John William Rogan was born in 1868 in Sumner County, Tennessee, just three years after the end of slavery. He was born an ordinary-sized Black child in the Reconstruction South, into a world already hostile to Black bodies. No one could have imagined that this quiet boy would grow into a figure that would challenge science, spectacle, and racism all at once.

At the age of thirteen, Rogan began to grow at an extraordinary rate. His height increased rapidly, driven by a rare medical condition later understood to be related to pituitary gigantism. As his body stretched upward, his joints began to stiffen. Ankylosis slowly fused parts of his skeleton together, robbing him of mobility. By adulthood, Rogan could no longer stand or walk on his own.

By the time of his death, Rogan measured approximately eight feet eight inches tall while seated. Earlier estimates placed him as tall as eight feet nine inches. He weighed just 175 pounds at the end of his life, his body elongated and fragile, stretched beyond what medicine of the time could understand or support. He became the tallest African American ever recorded and the second tallest man in documented history.

But Rogan refused to be turned into a spectacle.

At a time when tall bodies, disabled bodies, and especially Black bodies were routinely exploited by carnivals, freak shows, and traveling exhibitions, Rogan said no. He rejected every offer to be displayed, examined, or paraded for entertainment. That decision cost him financially. He had no steady income, no institutional support, and no medical care capable of easing his condition.

Instead, Rogan chose dignity.

Unable to walk, he built a cart from his own bed and moved through his community pulled by goats. He taught himself to draw and became an artist. He sold his sketches, portraits, and postcards at the local railway station. His artwork circulated where his body would not. It was his way of surviving in a society that had no place for him except as a curiosity.

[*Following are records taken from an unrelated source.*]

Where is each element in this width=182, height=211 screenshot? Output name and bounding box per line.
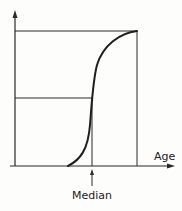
y-axis-arrow-icon	[13, 10, 18, 18]
median-arrow-icon	[90, 169, 94, 175]
median-label: Median	[72, 189, 112, 202]
diagram-canvas: Age Median	[0, 0, 182, 211]
x-axis-label: Age	[154, 150, 176, 163]
cdf-diagram: Age Median	[0, 0, 182, 211]
x-axis-arrow-icon	[167, 164, 175, 169]
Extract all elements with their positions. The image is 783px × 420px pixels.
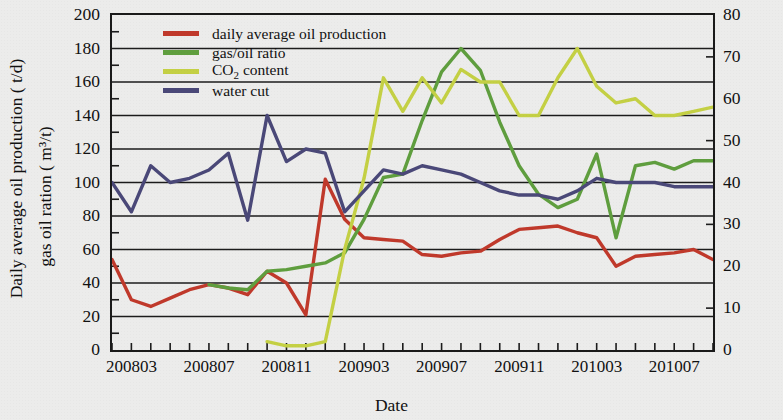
series-line — [112, 116, 713, 221]
legend-color-swatch — [163, 88, 199, 93]
y-left-tick-label: 180 — [48, 40, 100, 58]
legend-item: CO2 content — [163, 62, 413, 81]
chart-figure: Daily average oil production ( t/d) gas … — [0, 0, 783, 420]
y-right-tick-label: 30 — [723, 215, 757, 233]
legend-item: water cut — [163, 81, 413, 100]
y-left-tick-label: 200 — [48, 6, 100, 24]
y-left-tick-label: 20 — [48, 308, 100, 326]
y-left-tick-label: 60 — [48, 241, 100, 259]
series-line — [112, 179, 713, 315]
y-left-tick-label: 80 — [48, 207, 100, 225]
y-right-tick-label: 0 — [723, 341, 757, 359]
y-right-tick-label: 80 — [723, 6, 757, 24]
y-left-tick-label: 120 — [48, 140, 100, 158]
legend-label: CO2 content — [212, 61, 289, 81]
y-right-tick-label: 50 — [723, 132, 757, 150]
y-right-tick-label: 10 — [723, 299, 757, 317]
x-tick-label: 200811 — [261, 358, 311, 375]
x-axis-title: Date — [0, 395, 783, 416]
x-tick-label: 200903 — [339, 358, 390, 375]
x-tick-label: 201007 — [649, 358, 700, 375]
y-right-tick-label: 60 — [723, 90, 757, 108]
legend-item: gas/oil ratio — [163, 43, 413, 62]
y-left-tick-label: 100 — [48, 174, 100, 192]
y-axis-left-title-line1: Daily average oil production ( t/d) — [6, 58, 27, 298]
x-tick-label: 201003 — [571, 358, 622, 375]
y-right-tick-label: 20 — [723, 257, 757, 275]
y-right-tick-label: 40 — [723, 174, 757, 192]
legend-color-swatch — [163, 31, 199, 36]
y-left-tick-label: 0 — [48, 341, 100, 359]
legend-label: gas/oil ratio — [212, 44, 286, 62]
x-tick-label: 200807 — [183, 358, 234, 375]
legend-item: daily average oil production — [163, 24, 413, 43]
x-tick-label: 200911 — [494, 358, 544, 375]
legend-label: daily average oil production — [212, 25, 386, 43]
y-left-tick-label: 140 — [48, 107, 100, 125]
legend-color-swatch — [163, 69, 199, 74]
legend-label: water cut — [212, 82, 269, 100]
x-tick-label: 200907 — [416, 358, 467, 375]
y-left-tick-label: 160 — [48, 73, 100, 91]
y-right-tick-label: 70 — [723, 48, 757, 66]
chart-legend: daily average oil productiongas/oil rati… — [163, 24, 413, 100]
x-tick-label: 200803 — [106, 358, 157, 375]
y-left-tick-label: 40 — [48, 274, 100, 292]
legend-color-swatch — [163, 50, 199, 55]
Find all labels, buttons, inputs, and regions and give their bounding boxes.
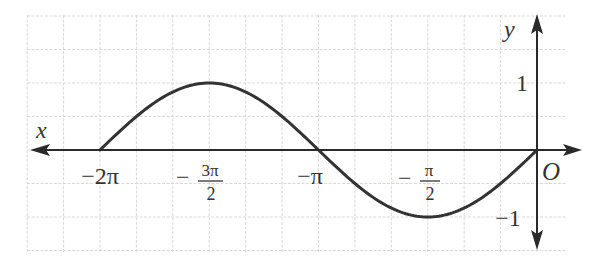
svg-text:3π: 3π bbox=[201, 161, 219, 180]
x-tick-neg-pi-over-2: − π 2 bbox=[398, 161, 440, 204]
x-tick-neg-2pi: −2π bbox=[81, 163, 119, 189]
svg-text:π: π bbox=[425, 161, 434, 180]
origin-label: O bbox=[542, 158, 560, 185]
svg-text:2: 2 bbox=[426, 184, 435, 204]
x-tick-neg-pi: −π bbox=[297, 163, 323, 189]
y-tick-1: 1 bbox=[516, 70, 528, 96]
x-tick-neg-3pi-over-2: − 3π 2 bbox=[176, 161, 223, 204]
y-axis-label: y bbox=[502, 16, 515, 42]
svg-text:2: 2 bbox=[207, 184, 216, 204]
svg-text:−: − bbox=[176, 164, 190, 190]
grid bbox=[27, 15, 566, 252]
svg-text:−: − bbox=[398, 165, 412, 191]
y-tick-neg-1: −1 bbox=[495, 205, 521, 231]
x-axis bbox=[30, 144, 582, 156]
sine-graph: x y O −2π − 3π 2 −π − π 2 1 −1 bbox=[0, 0, 592, 266]
x-axis-label: x bbox=[35, 117, 47, 143]
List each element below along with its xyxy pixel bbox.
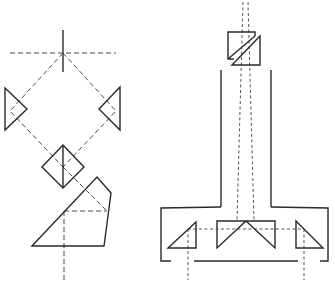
left-prism: [5, 88, 27, 130]
base-housing-right: [271, 207, 328, 261]
left-beam-path: [10, 53, 63, 167]
base-right-prism: [296, 221, 323, 248]
right-assembly: [161, 2, 328, 280]
right-beam-path: [63, 53, 116, 167]
optical-diagram: [0, 0, 335, 286]
beamsplitter-lower-half: [232, 36, 260, 65]
right-prism: [99, 87, 120, 130]
right-converging-beam: [248, 2, 254, 221]
left-converging-beam: [237, 2, 243, 221]
base-left-prism: [168, 222, 196, 248]
left-assembly: [5, 30, 120, 280]
center-roof-prism: [217, 221, 275, 248]
base-housing-left: [161, 207, 221, 261]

Even in life, scientists were obsessed with him. They measured him, speculated about him, and treated his body as a medical puzzle rather than a human being. That obsession did not end when he died.

John William Rogan passed away in 1905 at just thirty-five years old from complications related to his condition. His family knew exactly what would come next. In an era when Black bodies were routinely stolen, dissected, and displayed without consent, they took a radical step.

They buried him beneath a layer of concrete.

Not out of shame, but protection.

They did it to stop grave robbers, doctors, and so-called scientists from stealing his remains. They did it to ensure that even in death, Rogan would not be claimed, owned, or violated by institutions that never cared for him while he lived.

Bud Rogan’s story is not just about extraordinary height. It is about boundaries. About a Black man who lived in a time when his body was seen as property and refused to surrender it. It is about choosing self-respect over survival at any cost. About creativity in the face of isolation. About family protecting dignity when the world would not.

He was not a sideshow.
He was not a specimen.
He was not a mistake.

John William “Bud” Rogan was a man who stood taller than history expected him to, even when he could no longer stand at all.

And they had to pour concrete just to let him rest in peace.